Experience Indigenous cuisine at Thirty Nine restaurant at First Americans Museum, open Wednesday through Sunday from 11 a.m. to 3 p.m. Plus, meet more inspirational First Americans and learn about the 39 Tribal Nations in Oklahoma by visiting the exhibits at First Americans Museum. The museum is open Wednesday through Monday. The third Sunday of each month is free for kids 12 and under. Learn more about the museum, restaurant and kids programming like FAMcamps at famok.org.

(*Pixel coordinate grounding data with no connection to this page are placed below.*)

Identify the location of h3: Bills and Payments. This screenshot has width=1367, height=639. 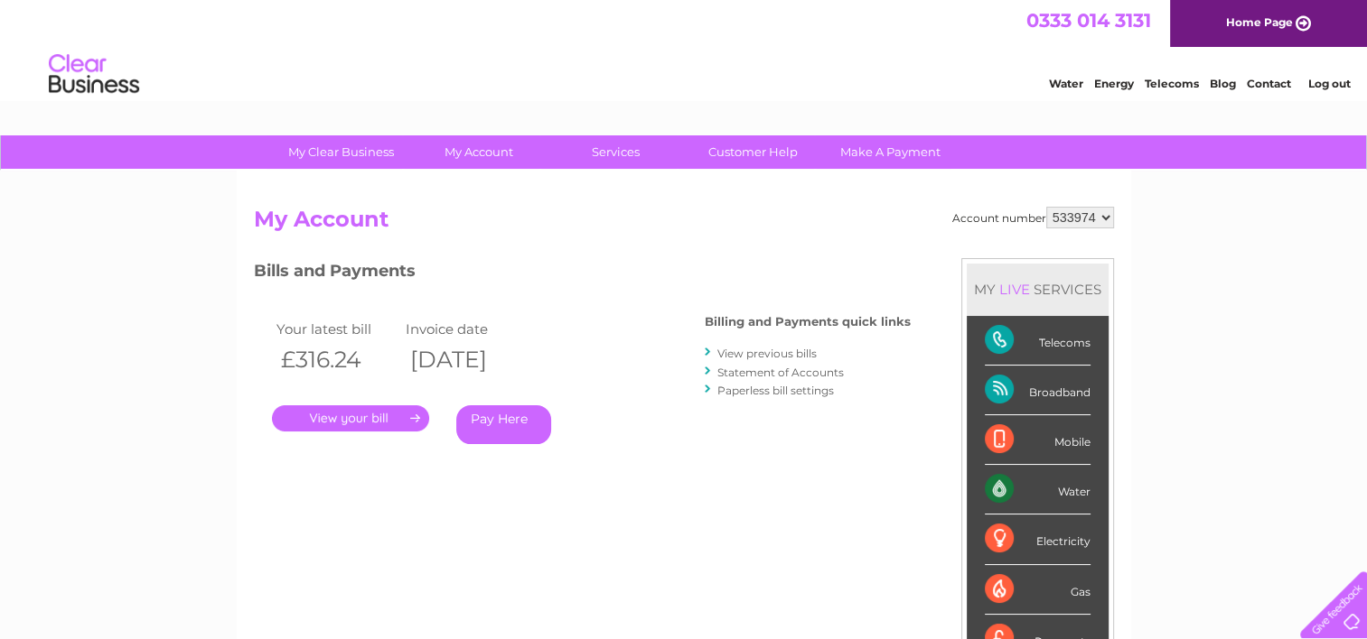
(582, 274).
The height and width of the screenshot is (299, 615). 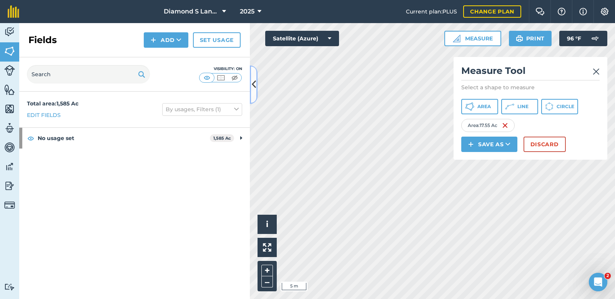 What do you see at coordinates (13, 12) in the screenshot?
I see `img: fieldmargin Logo` at bounding box center [13, 12].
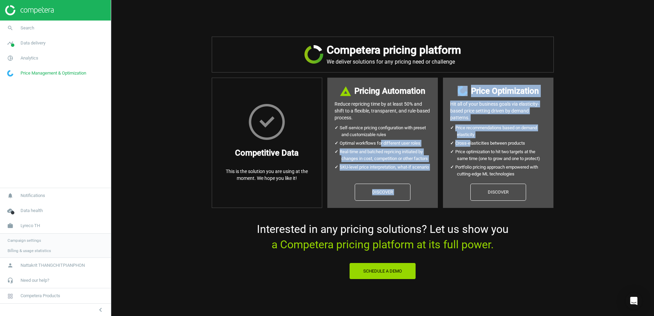  I want to click on div: Open Intercom Messenger, so click(634, 301).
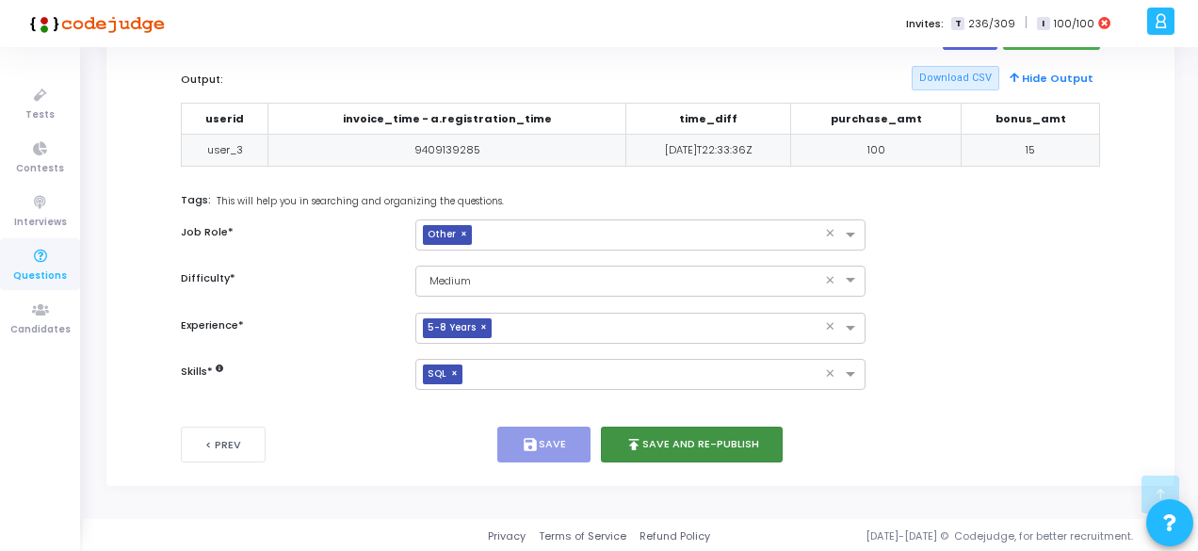 This screenshot has height=551, width=1198. Describe the element at coordinates (507, 536) in the screenshot. I see `a: Privacy` at that location.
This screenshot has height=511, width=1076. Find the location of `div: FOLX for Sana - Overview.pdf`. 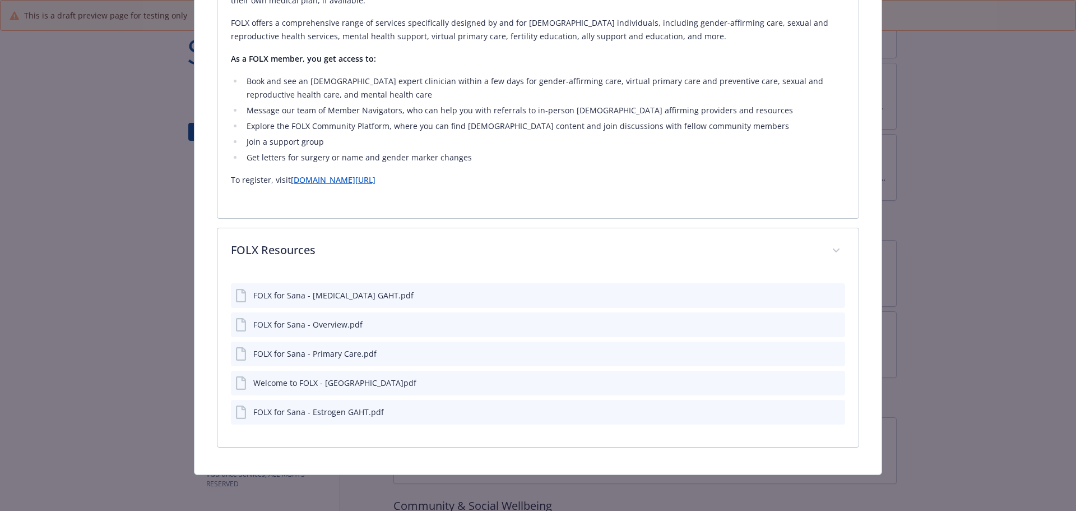

div: FOLX for Sana - Overview.pdf is located at coordinates (308, 324).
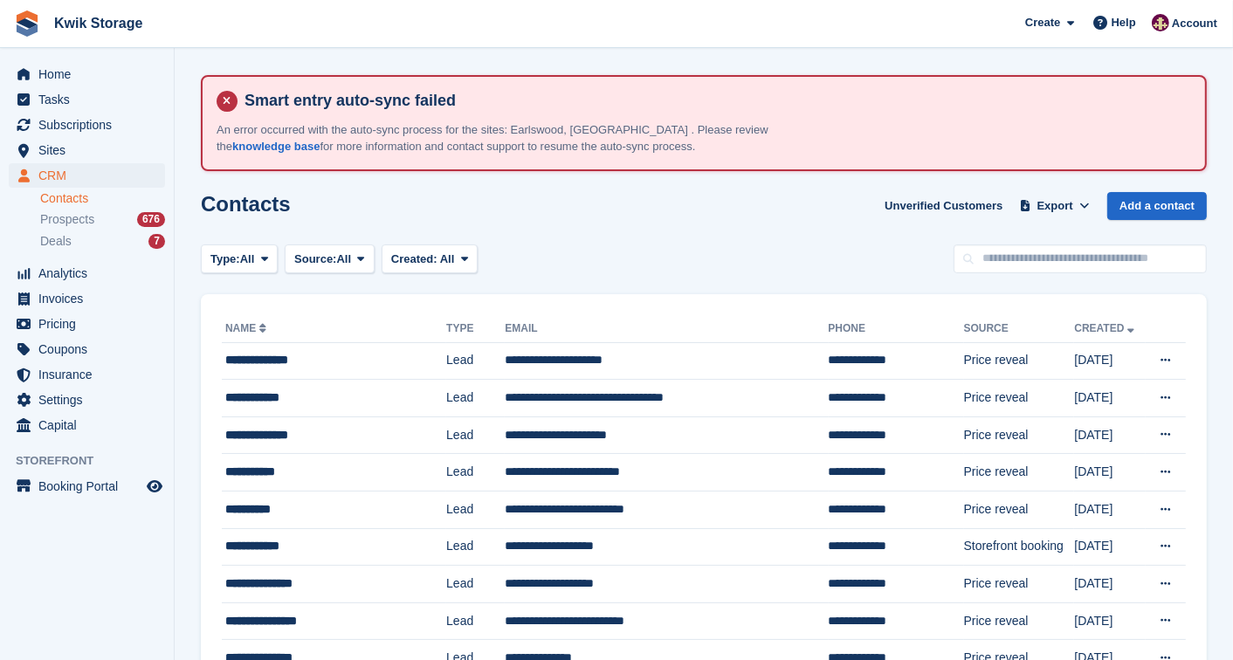  What do you see at coordinates (91, 100) in the screenshot?
I see `span: Tasks` at bounding box center [91, 100].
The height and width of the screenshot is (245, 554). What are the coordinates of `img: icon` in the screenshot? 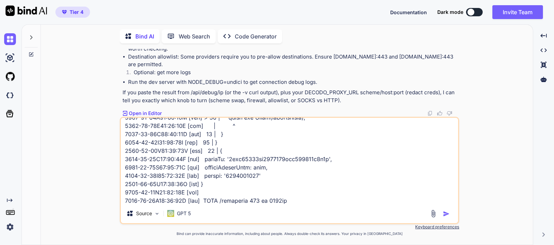 It's located at (446, 214).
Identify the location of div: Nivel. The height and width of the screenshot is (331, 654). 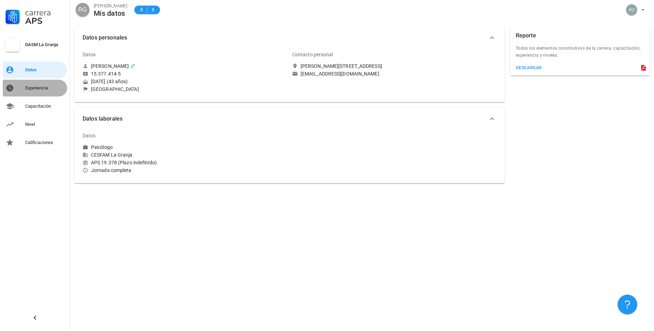
(45, 125).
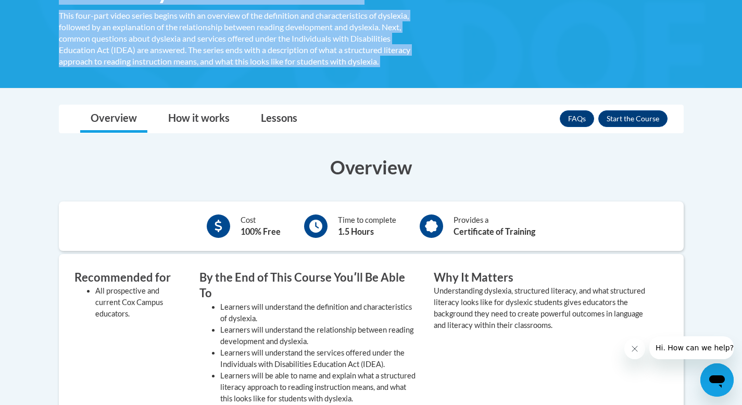  What do you see at coordinates (114, 119) in the screenshot?
I see `a: Overview` at bounding box center [114, 119].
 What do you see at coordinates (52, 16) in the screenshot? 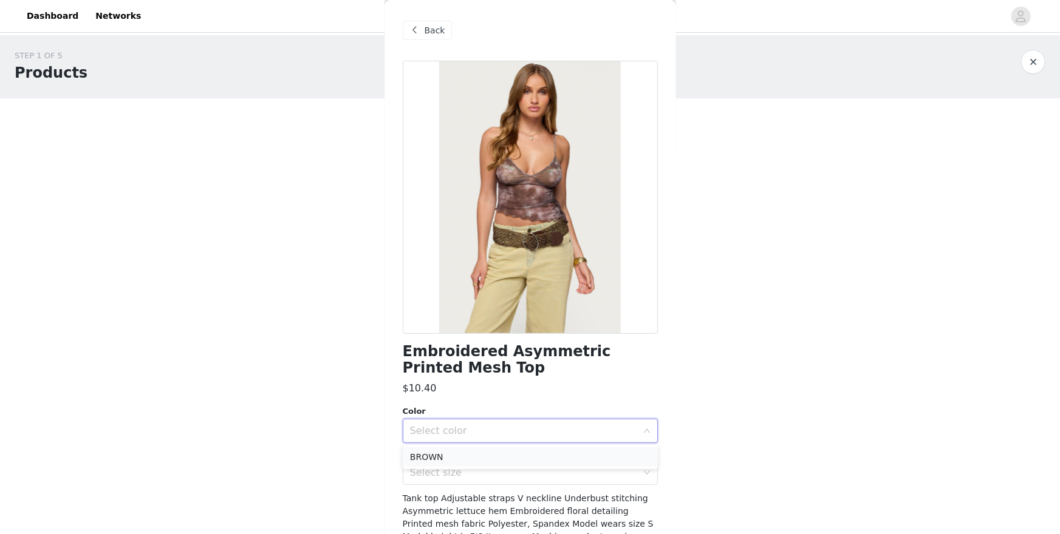
I see `a: Dashboard` at bounding box center [52, 16].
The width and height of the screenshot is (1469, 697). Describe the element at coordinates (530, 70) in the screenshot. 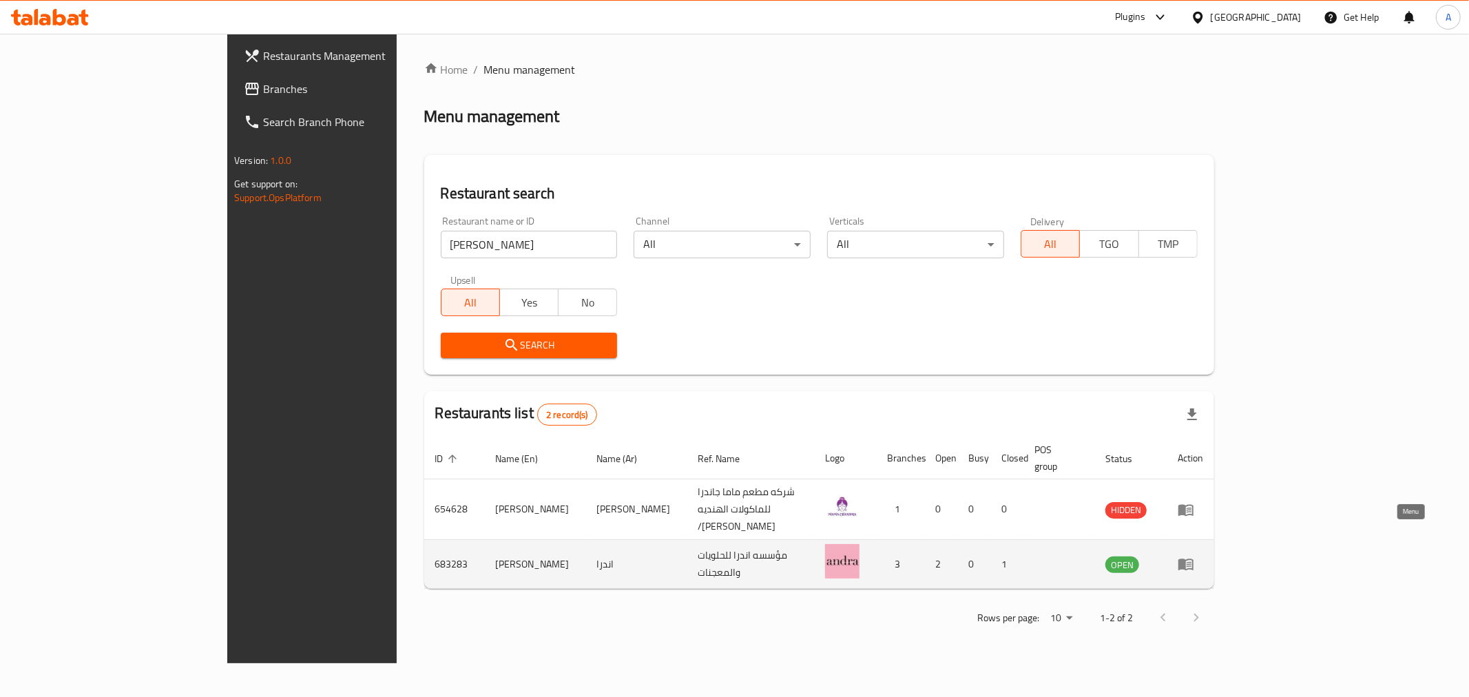

I see `span: Menu management` at that location.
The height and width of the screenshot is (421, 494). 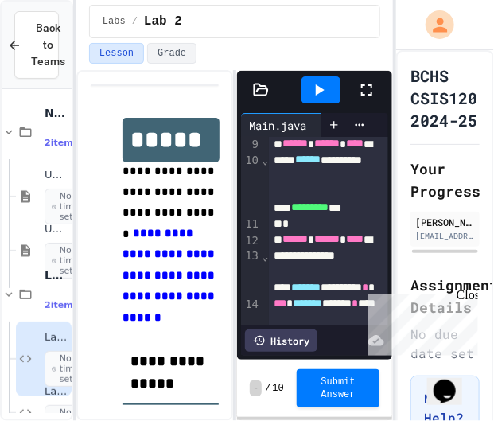 I want to click on span: 10, so click(x=279, y=388).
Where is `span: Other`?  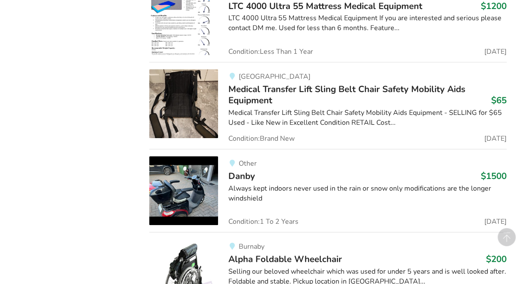 span: Other is located at coordinates (247, 163).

Get Growing! Create your own garden at home with Chef Loretta’s tips: 1. Start very small with a container garden. Get a metal trough at a feed store, layer rocks in the bottom, then add a layer of sand and then good soil. (Or you can start even smaller with a single tomato plant or pepper plant in a pot.) 2. Plant corns, beans and squash — the Three Sisters! 3. Add herbs like basil, oregano and chives. 4. Plant edible flowers, like marigolds. You can pull the petals off and sprinkle them on a salad. They have a great peppery taste.
That sparked a thought that I would open a Native food restaurant. My eldest son, Clay, and I opened the Corn Dance Café in Santa Fe in 1993 and it took off. It was the right place at the right time. And that just spurred my all-consuming passion to learn more about Native and Indigenous foods — pre-contact or pre-Columbian foods. I wanted to know: what did they hunt and grow throughout the Americas? I learn something new every day. What do you most enjoy about working with kids in Chef Loretta’s Garden at FAMcamp, and what lessons do you hope to impart to them? I love the curiosity and wonder in kids’ eyes when they see and learn new things. Now, you have to do this subliminally — you can’t let them know it’s good for them! A lot of it is about playing in the dirt — I always garden with bare hands because I like to feel the earth. I try to plant some things that are fast growing — like radishes — because kids can see them grow and then harvest and taste them. Last year, we shucked corn and the kids ate raw corn, made bundles of corn silk to make corn silk tea and they took home husks to make tamales or corn husk dolls. This year, we’ll be painting with ears of corn or corn cobs and making plant dyes with smushed up berries. We get messy, we have fun and we taste all along the way. I enjoy showing them that food nourishes our body, but it also nourishes our hearts and our soul. I think I have more fun than the kids!
What is your current favorite dish to prepare? My go-to is something involving the Three Sisters [corn, beans and squash]. When they are planted, grown, harvested and eaten together, they provide the perfect protein and amino acids — you could live off of it! I make a Three Sisters stew with blue corn dumplings and a Three Sisters salad with all kinds of greens. But my favorite dish hearkens back to my Okie roots and is named after my son Clay, who passed away and was a brilliant, creative chef. Clay’s Buffaloaf uses buffalo meat and quinoa instead of panko for the binder. It’s good fresh out of the oven, but my favorite is a cold meatloaf sandwich the next day. What has it meant to you to serve as an ambassador and re-vitalizor of First American cuisine? I’ve been doing this for 35 years, and when I began, there were no representations of Native foods anywhere. For so many years it was cyclical. I would come back in vogue every 10 years, always at Thanksgiving, and be on the Today Show . I’d tell about the real Thanksgiving — I do love to get out there and stir the pot. But now it’s happening! I have worked with and mentored and cooked alongside young chefs all over the country. We’re getting Beard awards and young chefs are opening new restaurants. This is one of my great joys.